Going back to an earlier satire on a comment a fellow pastor once made to me: Charismatic churches attract psychotics; Reformed churches attract neurotics. That is true—really and sadly true, and some of these nut cases end up on church sessions.

(3.3.) Money. There are certain lifestyle expectations that come with being friends with others. I eat lunch with various men in my congregation every week. Not wanting to be a mooch, I like to pick up the tab if I’ve asked the other person for lunch. If it’s regular, we alternate. It’s just that when I spring for a twenty-dollar lunch tab, it’s out of my pocket, and there’s a lot less in my pocket than in some of my guests. Evening meals are even more expensive, so we are cautious there because we can’t afford the reciprocity. When my wife and I have attended pastors’ functions in certain communities, we’ve both marveled at what some of those clothes had to cost. But my wife buys some of her stuff at Goodwill, and I’m happy for a second hand suit. This past year I received two fine suits from a dead man—two grand a piece—I love them; they’re beautiful. But I usually buy my dress shirts at Sam’s—pressed, under a two thousand dollar suit, who can tell I paid around ten dollars?
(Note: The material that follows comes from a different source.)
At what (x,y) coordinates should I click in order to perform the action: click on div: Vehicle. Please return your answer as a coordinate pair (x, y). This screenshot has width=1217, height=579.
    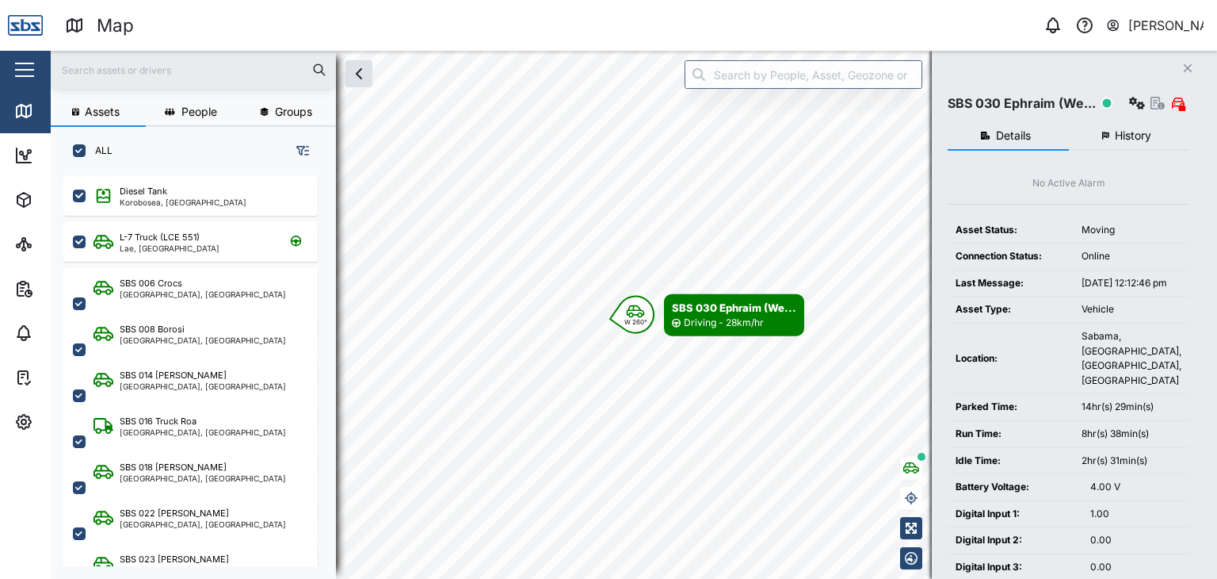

Don’t get me wrong. I’m blessed financially. It’s just that it’s easy for a preacher to get himself head over heels in debt, trying to keep up with his congregation. What’s the old loan company saying about to whom you shouldn’t loan money? Was it the infamous “P”s: preachers, plumbers, policemen, politicians?

(3.4.) Women. I’ve ministered to more than one pastor who fell into adultery. Women scare me to death—not women themselves—my awareness of the potential for sin that’s still inside me. Very few people suddenly start stealing after a lifetime of honesty, or getting drunk after decades of sobriety. But it’s not that way with sex. A man can live a very disciplined life for years and then be hit with something (like falling into real pride, for example.) that can eventually lead to adultery. I know more than one minister who has experienced women in his congregation making romantic overtures toward him. In the mercy of God, it hasn’t been that way for me—my wife tells me that it’s not because I’m not handsome. (Smart woman! But I need to warn her about flattering me too much.) She says that it’s that I don’t “send off signals.” Whatever . . . it’s grace . . . that’s for sure. But some women are attracted to power, and they see real power in the influence wielded by preachers. They’re seduced by that power, and they try to seduce the preacher in turn. One pastor friend confided in me that he had had an emergency call a couple of months back. The woman deceived him into coming over late at night by telling him that her husband was desperate to talk or something like that. Only her husband wasn’t at home. When the pastor arrived, she opened the door and was buck-naked. He turned and fled.

My wife and I wish that we could take a week every so often and do a seminar for seminarians and their wives. It isn’t that the ministry isn’t terribly fulfilling. It is. It’s just that it isn’t anything at all like we expected back in the sixties.